Scientists uncover how a cell's 'fuel gauge' promotes healthy development
Anwesh Kamireddy/Salk Institute
This cellular fuel gauge is a protein complex called AMPK that oversees energy input and output to keep the cell running smoothly. If AMPK were a car sensor, for instance, it would be able to instruct the vehicle when to get gas or lower the air conditioning to save energy. Similarly, if the cell's fuel supply--nutrients--is scarce, AMPK slows down cell growth and changes its metabolism. Previously, Salk Professor Reuben Shaw discovered that AMPK could halt tumors' revved-up metabolism, as well as restore normal function to the liver and other tissues in diabetics.
"Even though there's great interest in AMPK related to diabetes and cancer, frankly nothing was known about how this fuel gauge process changes in different cell populations during development," says Shaw, senior author of the work and holder of the William R. Brody Chair. Aside from giving new insight into stem cell therapies, the work could also help refine cancer treatments.
"To begin, we used CRISPR technology to edit out two important components of the AMPK pathway in embryonic stem cells," says Nathan Young, Salk research associate and first author of the paper. "At first we didn't see any difference, but things became interesting when we prompted the cells to differentiate."
Normally, embryonic stem cells have the capacity to generate more specialized cells that belong to one of three broad groups termed germ layers--the endoderm, ectoderm and mesoderm--that can ultimately develop into all of the diverse cell types in an organism. However, the cells without a functioning AMPK pathway failed to efficiently make endoderm (the innermost layer in an organism) and instead made too much ectoderm (the layer that would turn into skin).
"These cells couldn't make the right choice," says Shaw. "This was the first inclination that this metabolic pathway is telling cells what kind of specialized tissues to become."
What was remarkable, according to the researchers, is when they looked closer at the gene expression patterns of the AMPK-deficient cells. They found that a large number of down-regulated genes related to one specific cellular structure: the lysosome. This critical self-contained organelle contains corrosive enzymes that degrade cellular material to reuse components--the garbage disposal and recycling center of the cell.
This loss of lysosomes, the researchers discovered, was due to the loss of a transcription factor called Tfeb, which turns on the expression of lysosomal genes in times of starvation. By simply reintroducing Tfeb into the dysfunctional cells, the team was able to restore normal development and differentiation.
"It was thought that lysosomes and AMPK were connected somehow, but no one had dreamed that you'd get no lysosomes if you don't have this fuel gauge," says Shaw. "Connecting the AMPK pathway to lysosomes begs the question of whether this pathway is part of anti-cancer pathways as well."
Currently, lysosome inhibitors are in dozens of clinical trials for breast, lung, pancreatic and brain cancers, even though the exact link between lysosomes and tumors are not understood. "We are decoding some of these underlying connections that might indicate when and how a cancer drugs might be useful," says Shaw. "This work may also help up make better, more specific ways of targeting lysosomes in cancer."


* [INSTRUCTIONS FOR THE TASK]
Transcribe the following records in full, exactly as shown.

--- STORED DATA Enclosed Below ---

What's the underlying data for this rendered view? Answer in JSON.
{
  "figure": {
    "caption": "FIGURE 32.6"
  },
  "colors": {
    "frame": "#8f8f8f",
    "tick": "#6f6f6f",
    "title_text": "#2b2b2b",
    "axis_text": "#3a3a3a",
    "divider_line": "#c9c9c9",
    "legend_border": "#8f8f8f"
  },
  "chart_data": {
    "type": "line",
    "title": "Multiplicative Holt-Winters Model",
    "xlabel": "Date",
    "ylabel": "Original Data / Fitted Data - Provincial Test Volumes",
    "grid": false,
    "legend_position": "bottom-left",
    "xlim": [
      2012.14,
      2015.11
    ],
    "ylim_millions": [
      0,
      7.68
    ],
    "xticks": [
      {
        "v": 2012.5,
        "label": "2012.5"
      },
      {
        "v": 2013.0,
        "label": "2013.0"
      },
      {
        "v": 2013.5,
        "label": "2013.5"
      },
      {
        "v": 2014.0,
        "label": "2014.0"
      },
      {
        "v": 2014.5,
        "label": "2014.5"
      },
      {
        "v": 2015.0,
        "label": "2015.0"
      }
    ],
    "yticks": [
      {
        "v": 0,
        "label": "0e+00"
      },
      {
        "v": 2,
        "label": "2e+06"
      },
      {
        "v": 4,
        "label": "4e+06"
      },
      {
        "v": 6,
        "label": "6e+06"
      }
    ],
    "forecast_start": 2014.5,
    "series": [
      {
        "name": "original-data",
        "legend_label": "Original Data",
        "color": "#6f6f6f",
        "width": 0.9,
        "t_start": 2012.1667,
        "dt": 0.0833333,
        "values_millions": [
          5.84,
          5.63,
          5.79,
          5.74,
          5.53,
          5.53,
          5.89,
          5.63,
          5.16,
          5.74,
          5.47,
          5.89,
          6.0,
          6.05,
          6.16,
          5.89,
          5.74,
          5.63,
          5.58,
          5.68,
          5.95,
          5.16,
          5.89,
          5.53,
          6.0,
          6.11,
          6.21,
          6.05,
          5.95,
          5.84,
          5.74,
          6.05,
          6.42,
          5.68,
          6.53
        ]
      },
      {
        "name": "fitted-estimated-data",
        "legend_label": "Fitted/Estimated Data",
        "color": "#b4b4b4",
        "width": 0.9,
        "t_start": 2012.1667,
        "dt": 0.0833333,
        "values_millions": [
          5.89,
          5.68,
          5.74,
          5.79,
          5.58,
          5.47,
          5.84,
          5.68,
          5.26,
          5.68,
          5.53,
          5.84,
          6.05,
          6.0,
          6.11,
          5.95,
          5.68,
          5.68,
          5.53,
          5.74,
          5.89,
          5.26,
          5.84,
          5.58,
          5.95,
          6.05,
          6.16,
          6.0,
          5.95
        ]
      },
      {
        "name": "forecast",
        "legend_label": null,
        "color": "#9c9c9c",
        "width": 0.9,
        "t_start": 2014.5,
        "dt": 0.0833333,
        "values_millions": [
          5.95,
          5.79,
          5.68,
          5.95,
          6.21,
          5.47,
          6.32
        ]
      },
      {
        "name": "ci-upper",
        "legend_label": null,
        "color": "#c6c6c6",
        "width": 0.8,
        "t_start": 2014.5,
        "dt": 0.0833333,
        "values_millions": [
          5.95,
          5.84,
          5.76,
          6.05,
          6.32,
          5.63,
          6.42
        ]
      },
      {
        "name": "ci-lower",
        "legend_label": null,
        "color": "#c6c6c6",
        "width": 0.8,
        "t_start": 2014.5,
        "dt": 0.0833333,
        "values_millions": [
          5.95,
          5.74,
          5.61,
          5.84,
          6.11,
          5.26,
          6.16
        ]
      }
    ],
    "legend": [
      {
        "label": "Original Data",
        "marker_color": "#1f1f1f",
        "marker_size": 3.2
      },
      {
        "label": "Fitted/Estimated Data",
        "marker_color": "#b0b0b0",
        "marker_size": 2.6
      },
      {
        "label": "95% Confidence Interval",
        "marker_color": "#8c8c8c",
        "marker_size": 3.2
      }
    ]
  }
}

--- End of Enclosed STORED DATA ---

* [RESULT OF THE EXERCISE]
What's the underlying data for this rendered view? Answer in JSON.
{
  "figure": {
    "caption": "FIGURE 32.6"
  },
  "colors": {
    "frame": "#8f8f8f",
    "tick": "#6f6f6f",
    "title_text": "#2b2b2b",
    "axis_text": "#3a3a3a",
    "divider_line": "#c9c9c9",
    "legend_border": "#8f8f8f"
  },
  "chart_data": {
    "type": "line",
    "title": "Multiplicative Holt-Winters Model",
    "xlabel": "Date",
    "ylabel": "Original Data / Fitted Data - Provincial Test Volumes",
    "grid": false,
    "legend_position": "bottom-left",
    "xlim": [
      2012.14,
      2015.11
    ],
    "ylim_millions": [
      0,
      7.68
    ],
    "xticks": [
      {
        "v": 2012.5,
        "label": "2012.5"
      },
      {
        "v": 2013.0,
        "label": "2013.0"
      },
      {
        "v": 2013.5,
        "label": "2013.5"
      },
      {
        "v": 2014.0,
        "label": "2014.0"
      },
      {
        "v": 2014.5,
        "label": "2014.5"
      },
      {
        "v": 2015.0,
        "label": "2015.0"
      }
    ],
    "yticks": [
      {
        "v": 0,
        "label": "0e+00"
      },
      {
        "v": 2,
        "label": "2e+06"
      },
      {
        "v": 4,
        "label": "4e+06"
      },
      {
        "v": 6,
        "label": "6e+06"
      }
    ],
    "forecast_start": 2014.5,
    "series": [
      {
        "name": "original-data",
        "legend_label": "Original Data",
        "color": "#6f6f6f",
        "width": 0.9,
        "t_start": 2012.1667,
        "dt": 0.0833333,
        "values_millions": [
          5.84,
          5.63,
          5.79,
          5.74,
          5.53,
          5.53,
          5.89,
          5.63,
          5.16,
          5.74,
          5.47,
          5.89,
          6.0,
          6.05,
          6.16,
          5.89,
          5.74,
          5.63,
          5.58,
          5.68,
          5.95,
          5.16,
          5.89,
          5.53,
          6.0,
          6.11,
          6.21,
          6.05,
          5.95,
          5.84,
          5.74,
          6.05,
          6.42,
          5.68,
          6.53
        ]
      },
      {
        "name": "fitted-estimated-data",
        "legend_label": "Fitted/Estimated Data",
        "color": "#b4b4b4",
        "width": 0.9,
        "t_start": 2012.1667,
        "dt": 0.0833333,
        "values_millions": [
          5.89,
          5.68,
          5.74,
          5.79,
          5.58,
          5.47,
          5.84,
          5.68,
          5.26,
          5.68,
          5.53,
          5.84,
          6.05,
          6.0,
          6.11,
          5.95,
          5.68,
          5.68,
          5.53,
          5.74,
          5.89,
          5.26,
          5.84,
          5.58,
          5.95,
          6.05,
          6.16,
          6.0,
          5.95
        ]
      },
      {
        "name": "forecast",
        "legend_label": null,
        "color": "#9c9c9c",
        "width": 0.9,
        "t_start": 2014.5,
        "dt": 0.0833333,
        "values_millions": [
          5.95,
          5.79,
          5.68,
          5.95,
          6.21,
          5.47,
          6.32
        ]
      },
      {
        "name": "ci-upper",
        "legend_label": null,
        "color": "#c6c6c6",
        "width": 0.8,
        "t_start": 2014.5,
        "dt": 0.0833333,
        "values_millions": [
          5.95,
          5.84,
          5.76,
          6.05,
          6.32,
          5.63,
          6.42
        ]
      },
      {
        "name": "ci-lower",
        "legend_label": null,
        "color": "#c6c6c6",
        "width": 0.8,
        "t_start": 2014.5,
        "dt": 0.0833333,
        "values_millions": [
          5.95,
          5.74,
          5.61,
          5.84,
          6.11,
          5.26,
          6.16
        ]
      }
    ],
    "legend": [
      {
        "label": "Original Data",
        "marker_color": "#1f1f1f",
        "marker_size": 3.2
      },
      {
        "label": "Fitted/Estimated Data",
        "marker_color": "#b0b0b0",
        "marker_size": 2.6
      },
      {
        "label": "95% Confidence Interval",
        "marker_color": "#8c8c8c",
        "marker_size": 3.2
      }
    ]
  }
}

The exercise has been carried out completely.